THE legend of the Glastonbury Thorn is that after the death of Christ, Joseph of Arimathea came over to England and a few days before Christmas rested on the summit of Weary-all Hill, Glastonbury. There he thrust into the ground his staff which on Christmas Eve was found to be covered with snow white blossoms; and until it was destroyed during the Civil wars the bush continued so to bloom, as cuttings from the original thorn are said to bloom in the same wonderful way even yet; but, with a fine disregard for the Gregorian reformation of the Calendar, the blossoms do not appear until the 5th of January.

The Sicilian children, so Folkard tells us, put pennyroyal in their cots on Christmas Eve, "under the belief that at the exact hour and minute when the infant Jesus was born this plant puts forth its blossom." Another belief is that the blossoming occurs again on Midsummer Night.

In the East the Rose of Jericho is looked upon with favour by women with child, for "there is a cherished legend that it first blossomed at our Saviour's birth, closed at the Crucifixion, and opened again at Easter, whence its name of Resurrection Flower."

Gerarde, the old herbalist, tells us that the black hellebore is called "Christ's Herb," or "Christmas Herb," because it "flowreth about the birth of our Lord Jesus Christ."

Many plants, trees, and flowers owe their peculiarities to their connection with the birth or the childhood of Christ. The Ornithogalum umbellatum is called the "Star of Bethlehem," according to Folkard, because "its white stellate flowers resemble the pictures of the star that indicated the birth of the Saviour of mankind." The Galium verum, "Our Lady's Bedstraw," receives its name from the belief that the manger in which the infant Jesus lay was filled with this plant.

"The brooms and the chick-peas began to rustle and crackle, and by this noise betrayed the fugitives. The flax bristled up. Happily for her, Mary was near a juniper; the hospitable tree opened its branches as arms and enclosed the Virgin and the Child within their folds, affording them a secure hiding-place. Then the Virgin uttered a malediction against the brooms and the chick-peas, and ever since that day they have always rustled and crackled." The story goes on to tell us that the Virgin "pardoned the flax its weakness, and gave the juniper her blessing," which accounts for the use of the latter in some countries for Christmas decorations,—like the holly in England and France.

"One Christmas Eve a peasant felt a great desire to eat cabbage and, having none himself, he slipped into a neighbour's garden to cut some. Just as he had filled his basket, the Christ-Child rode past on his white horse, and said: 'Because thou hast stolen on the holy night, thou shalt immediately sit in the moon with thy basket of cabbage.'" And so, we are told, "the culprit was immediately wafted up to the moon," and there he can still be seen as "the man in the moon."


> **Brief**: Below are the records. Reproduce exactly the lines from the one containing "List UI elements" through the final line, and omit any pictures.

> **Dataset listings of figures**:
|---|
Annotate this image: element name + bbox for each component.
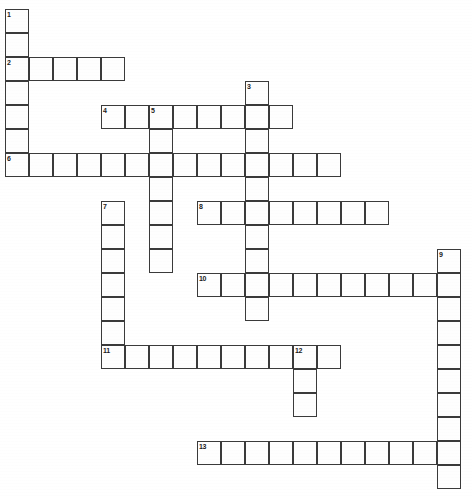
crossword-cell[interactable] [149,153,173,177]
crossword-cell[interactable] [293,201,317,225]
crossword-cell[interactable] [317,153,341,177]
crossword-cell[interactable] [437,369,461,393]
crossword-cell[interactable] [101,57,125,81]
crossword-cell[interactable] [221,105,245,129]
crossword-cell[interactable] [149,105,173,129]
crossword-cell[interactable] [293,369,317,393]
crossword-cell[interactable] [149,201,173,225]
crossword-cell[interactable] [197,441,221,465]
crossword-cell[interactable] [365,273,389,297]
crossword-cell[interactable] [77,57,101,81]
crossword-cell[interactable] [101,297,125,321]
crossword-cell[interactable] [245,249,269,273]
crossword-cell[interactable] [197,273,221,297]
crossword-cell[interactable] [101,153,125,177]
crossword-cell[interactable] [101,273,125,297]
crossword-cell[interactable] [29,153,53,177]
crossword-cell[interactable] [245,225,269,249]
crossword-cell[interactable] [101,201,125,225]
crossword-cell[interactable] [245,129,269,153]
crossword-cell[interactable] [53,153,77,177]
crossword-cell[interactable] [221,345,245,369]
crossword-cell[interactable] [365,441,389,465]
crossword-cell[interactable] [293,273,317,297]
crossword-cell[interactable] [437,393,461,417]
crossword-cell[interactable] [197,345,221,369]
crossword-cell[interactable] [125,345,149,369]
crossword-cell[interactable] [269,273,293,297]
crossword-cell[interactable] [293,441,317,465]
crossword-cell[interactable] [5,33,29,57]
crossword-cell[interactable] [245,273,269,297]
crossword-cell[interactable] [293,345,317,369]
crossword-cell[interactable] [269,441,293,465]
crossword-cell[interactable] [437,249,461,273]
crossword-cell[interactable] [317,441,341,465]
crossword-cell[interactable] [245,153,269,177]
crossword-cell[interactable] [221,201,245,225]
crossword-cell[interactable] [125,153,149,177]
crossword-cell[interactable] [413,441,437,465]
crossword-cell[interactable] [149,129,173,153]
crossword-cell[interactable] [149,177,173,201]
crossword-cell[interactable] [269,345,293,369]
crossword-cell[interactable] [245,201,269,225]
crossword-cell[interactable] [125,105,149,129]
crossword-cell[interactable] [221,441,245,465]
crossword-cell[interactable] [293,153,317,177]
crossword-cell[interactable] [221,273,245,297]
crossword-cell[interactable] [5,129,29,153]
crossword-cell[interactable] [317,273,341,297]
crossword-cell[interactable] [149,345,173,369]
crossword-cell[interactable] [245,105,269,129]
crossword-cell[interactable] [5,9,29,33]
crossword-cell[interactable] [269,201,293,225]
crossword-cell[interactable] [317,201,341,225]
crossword-cell[interactable] [437,441,461,465]
crossword-cell[interactable] [77,153,101,177]
crossword-cell[interactable] [173,345,197,369]
crossword-cell[interactable] [5,57,29,81]
crossword-cell[interactable] [101,225,125,249]
crossword-cell[interactable] [437,417,461,441]
crossword-cell[interactable] [437,321,461,345]
crossword-cell[interactable] [245,81,269,105]
crossword-cell[interactable] [197,201,221,225]
crossword-cell[interactable] [245,297,269,321]
crossword-cell[interactable] [173,153,197,177]
crossword-cell[interactable] [221,153,245,177]
crossword-cell[interactable] [53,57,77,81]
crossword-cell[interactable] [269,153,293,177]
crossword-cell[interactable] [389,441,413,465]
crossword-cell[interactable] [245,345,269,369]
crossword-cell[interactable] [437,345,461,369]
crossword-cell[interactable] [365,201,389,225]
crossword-cell[interactable] [389,273,413,297]
crossword-cell[interactable] [197,105,221,129]
crossword-cell[interactable] [5,105,29,129]
crossword-cell[interactable] [173,105,197,129]
crossword-cell[interactable] [101,249,125,273]
crossword-grid[interactable]: 12345678910111213 [0,0,472,496]
crossword-cell[interactable] [437,297,461,321]
crossword-cell[interactable] [245,441,269,465]
crossword-cell[interactable] [341,273,365,297]
crossword-cell[interactable] [341,441,365,465]
crossword-cell[interactable] [101,105,125,129]
crossword-cell[interactable] [101,321,125,345]
crossword-cell[interactable] [437,465,461,489]
crossword-cell[interactable] [293,393,317,417]
crossword-cell[interactable] [5,81,29,105]
crossword-cell[interactable] [197,153,221,177]
crossword-cell[interactable] [317,345,341,369]
crossword-cell[interactable] [101,345,125,369]
crossword-cell[interactable] [29,57,53,81]
crossword-cell[interactable] [149,249,173,273]
crossword-cell[interactable] [413,273,437,297]
crossword-cell[interactable] [245,177,269,201]
crossword-cell[interactable] [149,225,173,249]
crossword-cell[interactable] [5,153,29,177]
crossword-cell[interactable] [437,273,461,297]
crossword-cell[interactable] [269,105,293,129]
crossword-cell[interactable] [341,201,365,225]
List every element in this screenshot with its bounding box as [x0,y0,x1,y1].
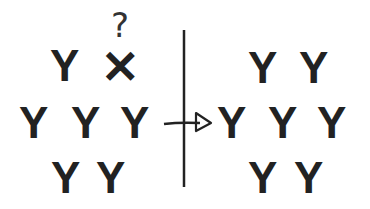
right-row1-y1: Y [248,46,277,90]
diagram-canvas: Y ✕ ? Y Y Y Y Y Y Y Y Y Y Y Y [0,0,370,209]
right-row2-y1: Y [217,101,246,145]
right-row1-y2: Y [299,46,328,90]
right-row2-y3: Y [317,101,346,145]
arrow-shaft [164,123,200,124]
right-row2-y2: Y [268,101,297,145]
right-row3-y2: Y [294,156,323,200]
right-row3-y1: Y [248,156,277,200]
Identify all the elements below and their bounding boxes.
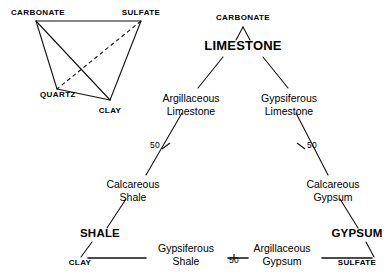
tetra-edge-sulfate-clay [110, 21, 141, 100]
tetra-hidden-edge-sulfate-quartz [57, 21, 141, 89]
tetrahedron-dashed-edges [57, 21, 141, 89]
composition-tetrahedron: CARBONATESULFATEQUARTZCLAY [11, 8, 161, 115]
tree-edge-limestone-to-gypsiferous [263, 57, 288, 88]
tree-node-calcareous-gypsum-line2: Gypsum [313, 191, 352, 203]
tetra-vertex-label-carbonate: CARBONATE [11, 8, 65, 17]
tetra-edge-carbonate-clay [36, 21, 110, 100]
tetra-vertex-label-quartz: QUARTZ [40, 90, 76, 99]
tree-node-gypsiferous-ls: Gypsiferous [261, 92, 317, 104]
tree-branch-value-tick-right-50: 50 [307, 140, 317, 150]
figure-root: CARBONATESULFATEQUARTZCLAY CARBONATELIME… [0, 0, 388, 272]
tree-edge-limestone-to-argillaceous [198, 57, 223, 88]
tree-node-calcareous-gypsum: Calcareous [306, 178, 359, 190]
tree-node-carbonate-top: CARBONATE [216, 13, 270, 22]
tree-tick-mark-right [297, 143, 305, 149]
tree-branch-value-tick-bottom-50: 50 [229, 255, 239, 265]
tree-edge-shale-to-clay [81, 242, 92, 257]
tetra-edge-carbonate-quartz [36, 21, 57, 89]
tree-node-argillaceous-ls-line2: Limestone [167, 105, 216, 117]
tree-node-clay-end: CLAY [69, 258, 92, 267]
tree-node-gypsiferous-shale: Gypsiferous [158, 242, 214, 254]
tree-node-gypsum: GYPSUM [331, 227, 382, 239]
tree-edge-gypsum-to-sulfate [366, 242, 374, 257]
tree-node-shale: SHALE [80, 227, 120, 239]
tetra-vertex-label-clay: CLAY [99, 106, 122, 115]
tetra-vertex-label-sulfate: SULFATE [122, 8, 161, 17]
tree-branch-value-tick-left-50: 50 [150, 140, 160, 150]
tree-node-argillaceous-gyp-line2: Gypsum [262, 255, 301, 267]
tetrahedron-vertex-labels: CARBONATESULFATEQUARTZCLAY [11, 8, 161, 115]
tree-node-gypsiferous-ls-line2: Limestone [265, 105, 314, 117]
lithology-classification-tree: CARBONATELIMESTONEArgillaceousLimestoneG… [69, 13, 383, 267]
tree-node-argillaceous-gyp: Argillaceous [253, 242, 310, 254]
tree-node-calcareous-shale-line2: Shale [120, 191, 147, 203]
tree-node-limestone: LIMESTONE [204, 38, 282, 53]
tree-edge-calcgypsum-to-gypsum [340, 199, 358, 228]
tree-node-argillaceous-ls: Argillaceous [162, 92, 219, 104]
tree-node-labels: CARBONATELIMESTONEArgillaceousLimestoneG… [69, 13, 383, 267]
tree-node-calcareous-shale: Calcareous [106, 178, 159, 190]
tree-node-sulfate-end: SULFATE [338, 258, 377, 267]
diagram-canvas: CARBONATESULFATEQUARTZCLAY CARBONATELIME… [0, 0, 388, 272]
tree-node-gypsiferous-shale-line2: Shale [173, 255, 200, 267]
tetrahedron-solid-edges [36, 21, 141, 100]
tree-edge-calcshale-to-shale [107, 199, 126, 228]
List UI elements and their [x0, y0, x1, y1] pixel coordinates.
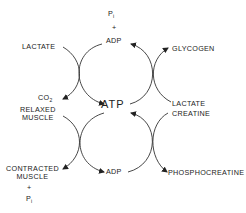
upper-cycle-left-arc	[79, 44, 104, 104]
lower-cycle-left-arc	[80, 113, 104, 172]
relaxed-muscle-label: RELAXEDMUSCLE	[20, 106, 56, 122]
right-lactate-label: LACTATE	[172, 100, 205, 108]
lower-cycle-right-arc	[128, 113, 152, 172]
left-pi-label: Pi	[26, 195, 33, 205]
creatine-label: CREATINE	[172, 110, 210, 118]
left-upper-arc	[63, 47, 80, 99]
left-lactate-label: LACTATE	[22, 43, 55, 51]
adp-top-label: ADP	[106, 37, 122, 45]
left-plus-label: +	[27, 184, 32, 192]
upper-cycle-right-arc	[130, 44, 153, 104]
right-lower-arc	[153, 113, 168, 172]
co2-label: CO2	[38, 94, 52, 104]
left-lower-arc	[63, 116, 80, 169]
right-upper-arc	[153, 48, 171, 102]
adp-bottom-label: ADP	[106, 168, 122, 176]
glycogen-label: GLYCOGEN	[172, 45, 215, 53]
top-pi-label: Pi	[108, 10, 115, 20]
phosphocreatine-label: PHOSPHOCREATINE	[168, 169, 244, 177]
top-plus-label: +	[112, 24, 117, 32]
contracted-muscle-label: CONTRACTEDMUSCLE	[6, 165, 59, 181]
atp-label: ATP	[101, 100, 125, 108]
|---|
> **Response to this exercise**:
List UI elements and their [x0, y0, x1, y1] pixel coordinates.
upper-cycle-left-arc	[79, 44, 104, 104]
lower-cycle-left-arc	[80, 113, 104, 172]
relaxed-muscle-label: RELAXEDMUSCLE	[20, 106, 56, 122]
right-lactate-label: LACTATE	[172, 100, 205, 108]
lower-cycle-right-arc	[128, 113, 152, 172]
left-pi-label: Pi	[26, 195, 33, 205]
creatine-label: CREATINE	[172, 110, 210, 118]
left-upper-arc	[63, 47, 80, 99]
left-lactate-label: LACTATE	[22, 43, 55, 51]
adp-top-label: ADP	[106, 37, 122, 45]
left-plus-label: +	[27, 184, 32, 192]
upper-cycle-right-arc	[130, 44, 153, 104]
right-lower-arc	[153, 113, 168, 172]
co2-label: CO2	[38, 94, 52, 104]
left-lower-arc	[63, 116, 80, 169]
right-upper-arc	[153, 48, 171, 102]
adp-bottom-label: ADP	[106, 168, 122, 176]
glycogen-label: GLYCOGEN	[172, 45, 215, 53]
top-pi-label: Pi	[108, 10, 115, 20]
phosphocreatine-label: PHOSPHOCREATINE	[168, 169, 244, 177]
top-plus-label: +	[112, 24, 117, 32]
contracted-muscle-label: CONTRACTEDMUSCLE	[6, 165, 59, 181]
atp-label: ATP	[101, 100, 125, 108]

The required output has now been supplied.